• Jason Statham tries hard to stay upbeat with his adrenaline rushing avatar. But somewhere in the middle he gets trapped in bad script and forced action.

  • With this film, there was a chance to tell the story of a town that changes when it manages to capture a dragon, but the film doesn’t have its heart set on it.

  • While Bekmambetov couldn’t be faulted for trying to keep a distance from the 1959 version — and who wouldn’t, given its monstrous 11 Oscars — where Ben-Hur ultimately fails is in how far it seeks to travel. Its ending even further dilutes whatever little impact its sympathetic viewing of Biblical characters may have generated, showing it up for half-hearted at best.

  • Jared Leto’s Joker tries as does Margot Robbie who brings up the rear, literally, of Suicide Squad but Will Smith-led Suicide Squad is unmanageable.

  • Matt Damon’s Jason Bourne is back again in Donald Trump-era war against terror. It is not as much about how many lives saved, as leaving them dead.

  • The BFG is a winsome tale from Roald Dahl, a writer who hardly went in for easy, simple pleasures. Steven Spielberg is a director whose heart lies in such delights. The movie is true to Dahl’s story and Spielberg’s spirit.

  • Sandberg, who extended his own impressive short by the same name into this extended film, should have let this one rest. Can’t always have the lights on.

  • The film doesn’t bother explaining why the universe across planets may be after it. Not that anyone is asking that question, for Star Trek Beyond is much too busy pitting Kirk and company against Krall (Elba) and his lot.

  • More than ever, Ice Age is intent on finding love for each of its characters, who go about expressing it in a manner that is absolutely human-like.

  • The film ends up being about two hostile animals in mortal peril till they literally come out swimming.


* _AIM OF THE TASK_:
What is needed is every line from the one holding "I need to know the exact region of footwear." to the last line of the data below, printed exactly and without pictures.

Items listed in a dataset:
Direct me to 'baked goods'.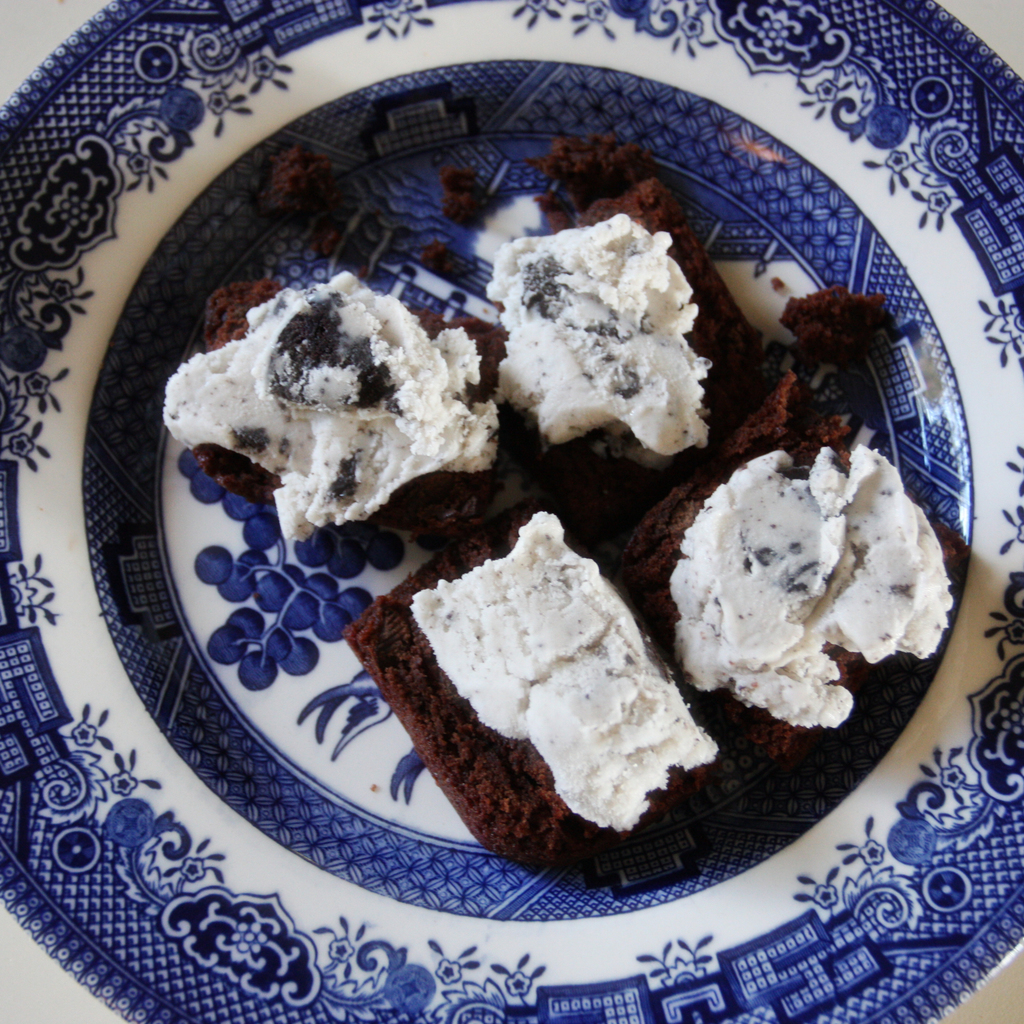
Direction: [156,254,498,543].
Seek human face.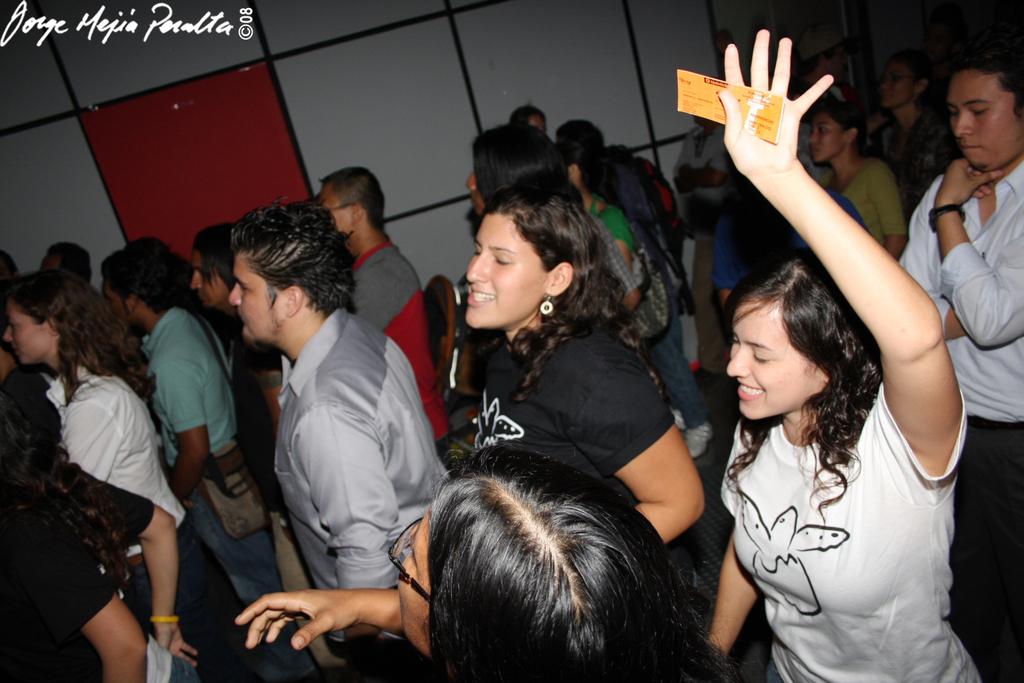
{"left": 227, "top": 249, "right": 286, "bottom": 342}.
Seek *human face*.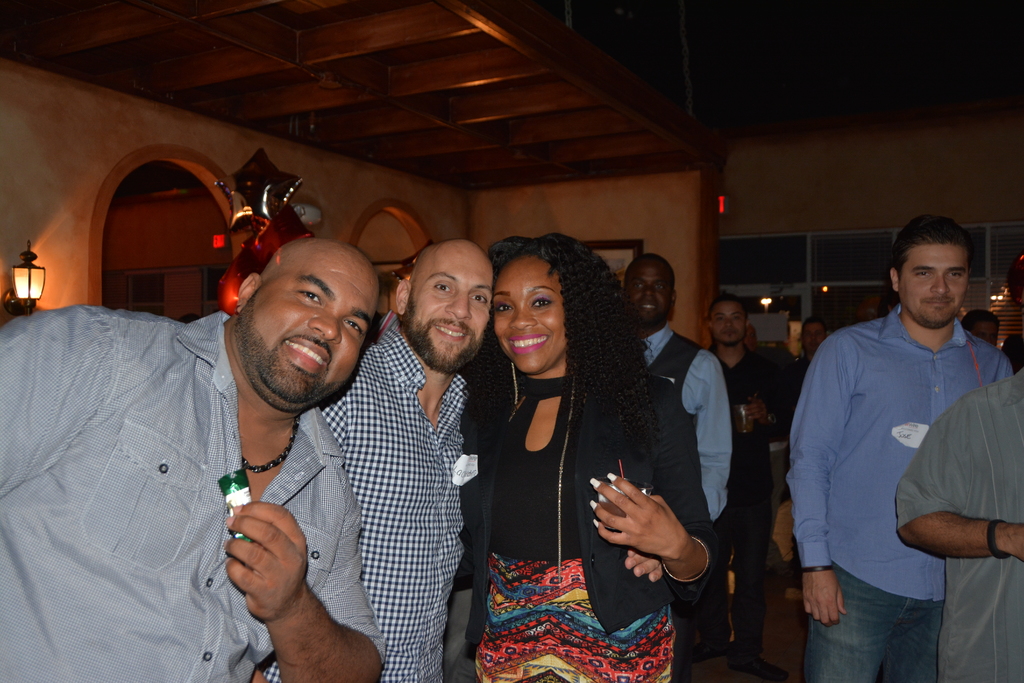
pyautogui.locateOnScreen(404, 251, 496, 371).
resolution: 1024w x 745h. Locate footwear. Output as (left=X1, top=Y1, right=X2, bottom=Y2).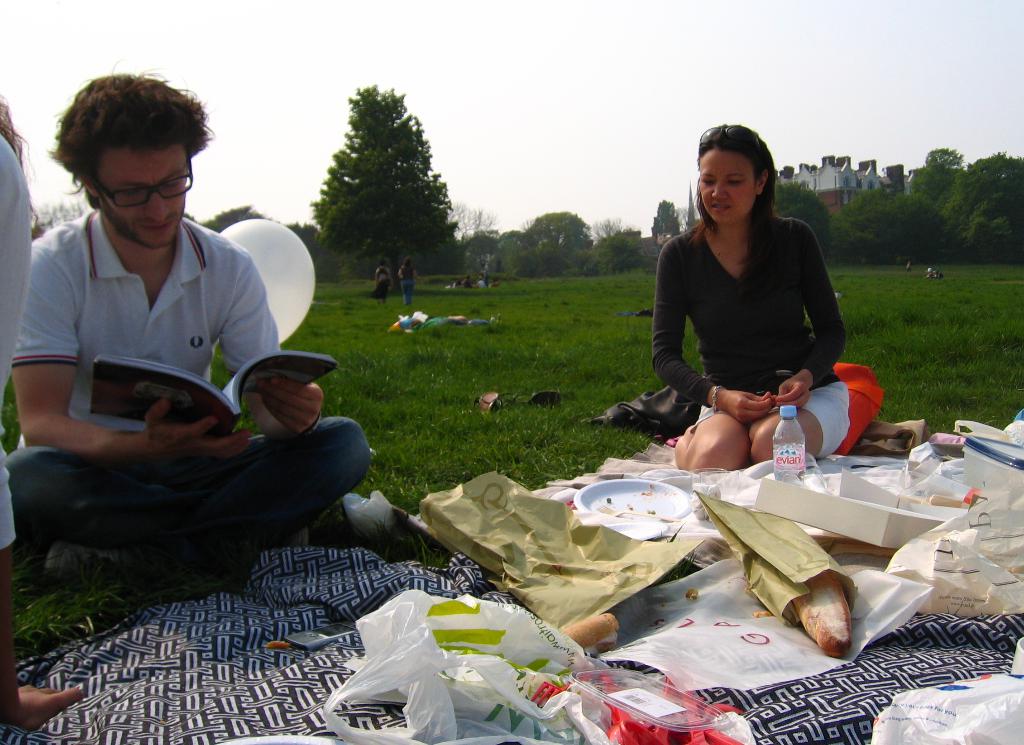
(left=44, top=540, right=126, bottom=577).
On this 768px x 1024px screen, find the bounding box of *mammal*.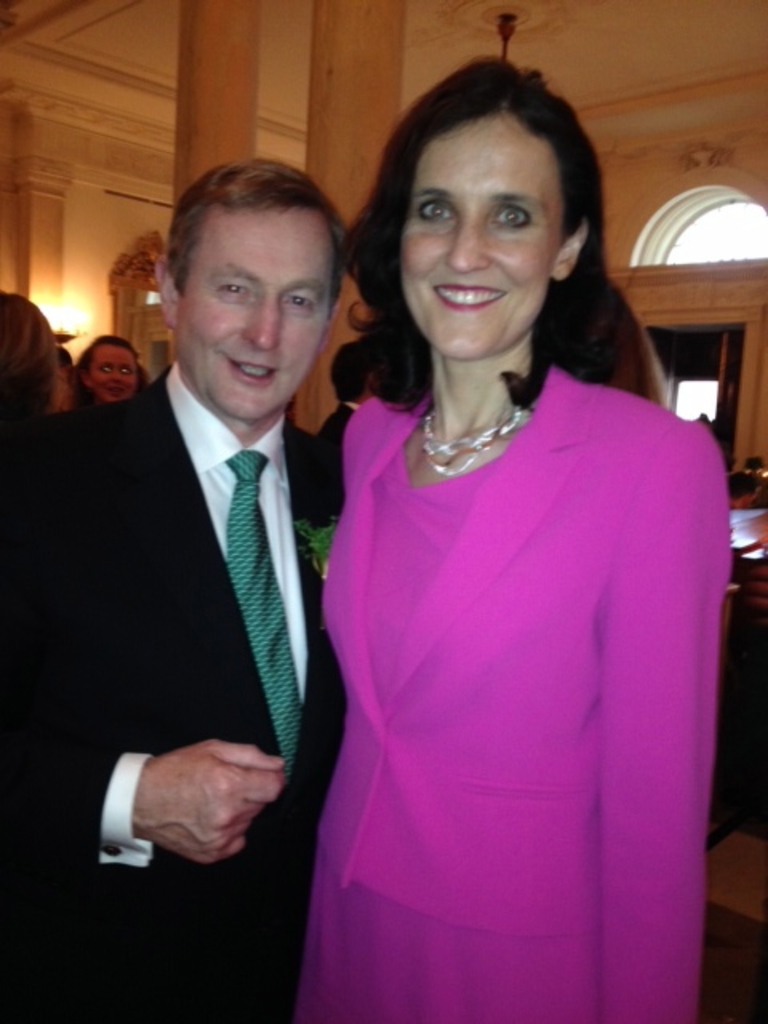
Bounding box: box=[0, 146, 349, 1022].
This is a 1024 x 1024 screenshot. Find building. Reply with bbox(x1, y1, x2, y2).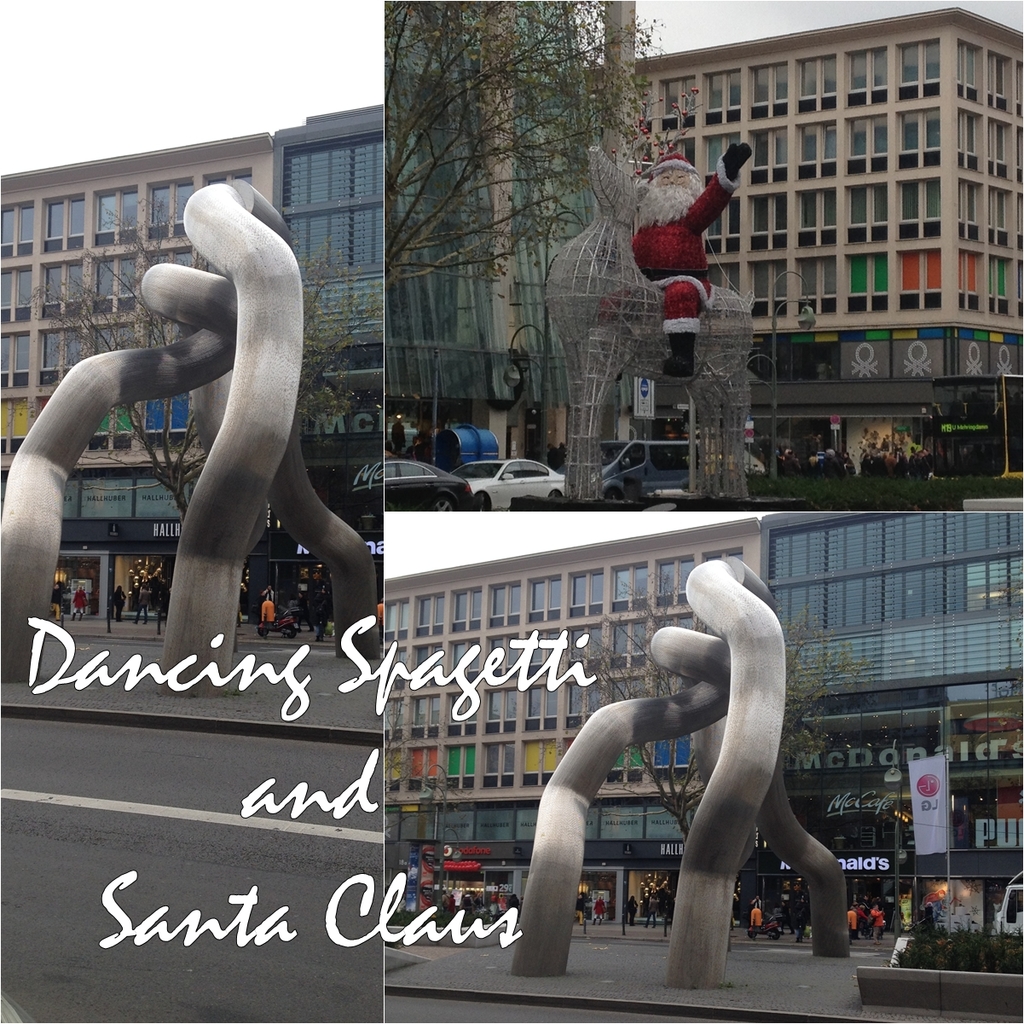
bbox(384, 519, 759, 924).
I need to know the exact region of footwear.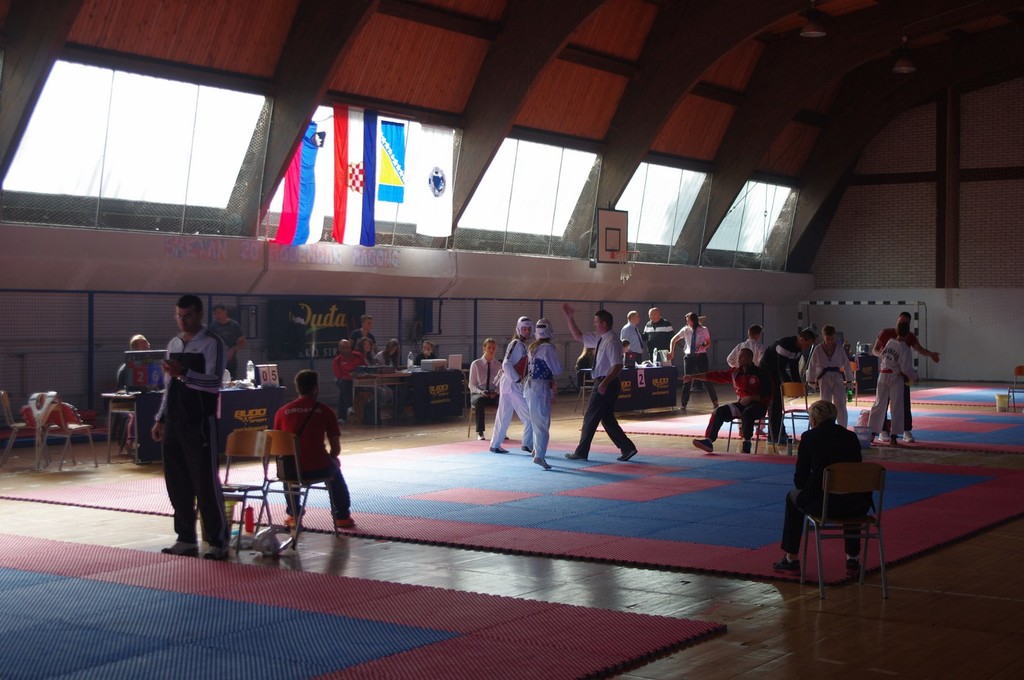
Region: 487, 442, 507, 453.
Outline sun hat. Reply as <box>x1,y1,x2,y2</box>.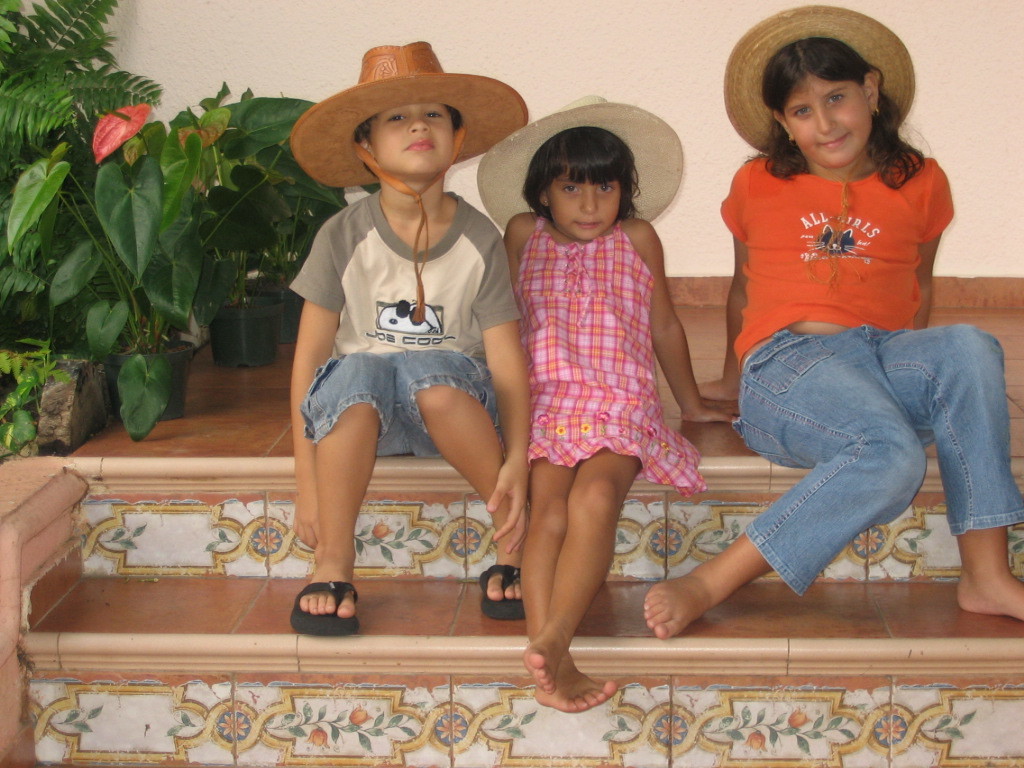
<box>291,33,531,326</box>.
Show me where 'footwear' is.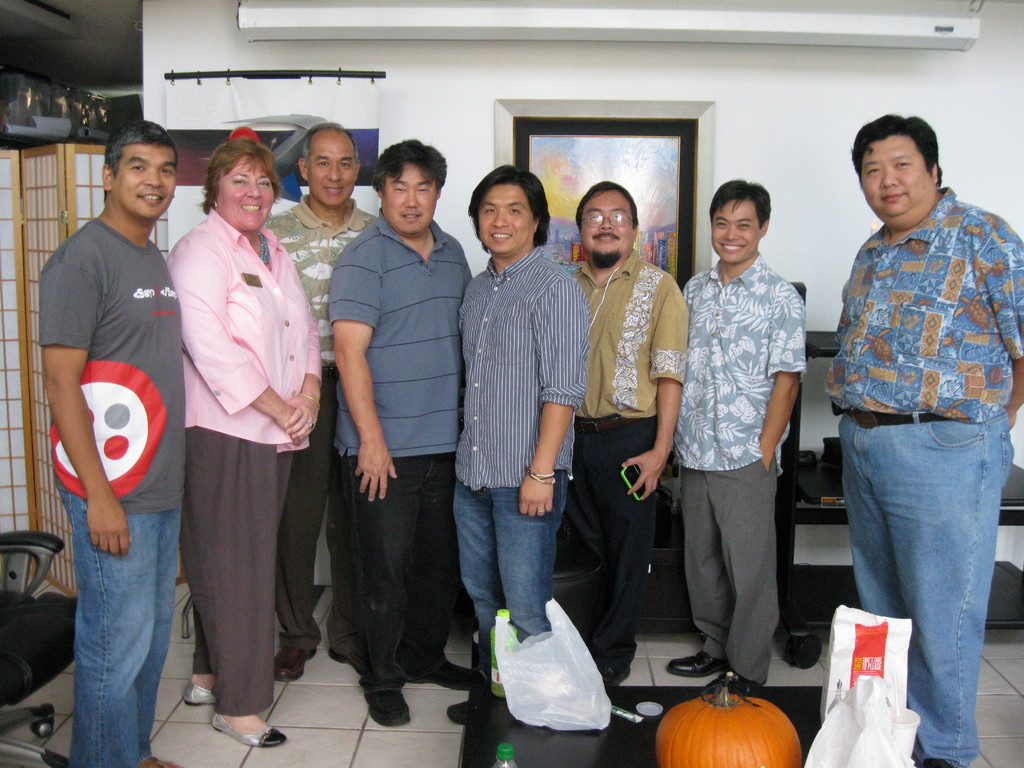
'footwear' is at 920,756,956,767.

* _WRITTEN ANSWER_:
I need to know the exact region of footwear.
Region: 487, 442, 507, 453.
Outline sun hat. Reply as <box>x1,y1,x2,y2</box>.
<box>291,33,531,326</box>.
Show me where 'footwear' is.
'footwear' is at 920,756,956,767.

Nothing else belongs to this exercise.